Housing in Edmonton is far more affordable on a middle-class income than Vancouver or Toronto. It’s a good benchmark for what other cities should aspire to.
Lessons for other cities:
Edmonton is a good antidote to what we've called “housing nihilism,” the idea that reforms are pointless and expensive housing is just a fact of life. Many people in expensive cities like Toronto and Vancouver are so used to high rents and home ownership being out of reach that they develop a sort of learned helplessness that leads them to be pessimistic or even dismissive of housing reform.
Whenever we mention Edmonton and suggest that the housing crisis in other cities might be self-inflicted, we encounter some skepticism. Some people wonder if Edmonton is just affordable because nobody wants to live there. No, Edmonton is one of the fastest growing metro areas in the country. Granted, Toronto and Vancouver would probably have grown more than they did if not for their self-inflicted housing shortage, but Edmonton is not a Rust Belt city that's only cheap because the population is stagnating or declining.
People also wonder whether housing is cheap in Edmonton because the city is less affluent. But again, that's wrong. Alberta has some of the highest median incomes in the country, and if we adjust home prices to incomes, Edmonton does better, not worse.
And finally, people will ask how we can possibly think that Edmonton has lessons for places like Vancouver, Sydney, San Francisco, or New York, when Edmonton is a smaller city with a lot more developable land due to a lack of mountains and water.
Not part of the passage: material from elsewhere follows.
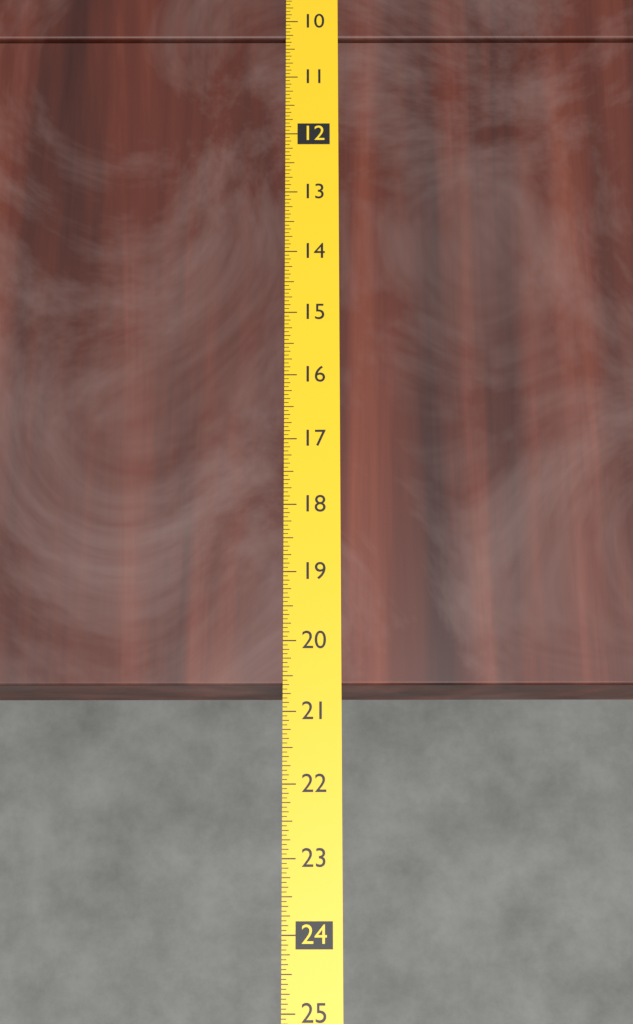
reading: 20.6250 (no unit)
That one is true, but if your city has to house more people with less land, shouldn't you be significantly more open to density than Edmonton? What we have here is a midsized city on the Canadian prairies that's legalized more density by right than most bigger land-constrained cities. And from what we can tell, they have a culture among planners, council, and staff of actually wanting to see things built, instead of making symbolic reforms. If you're in a bigger, land-constrained metro area and you really want to move the needle on housing, you should go well beyond Edmonton and legalize something more like eight-story midrise apartments literally everywhere. Obviously get rid of parking mandates, too.
A quote from Jesse LaFrance, a developer in Edmonton, that sounds simply unbelievable to someone in Vancouver:
We're able to deliver housing in the same calendar year that we purchased the land. That is not possible in other jurisdictions.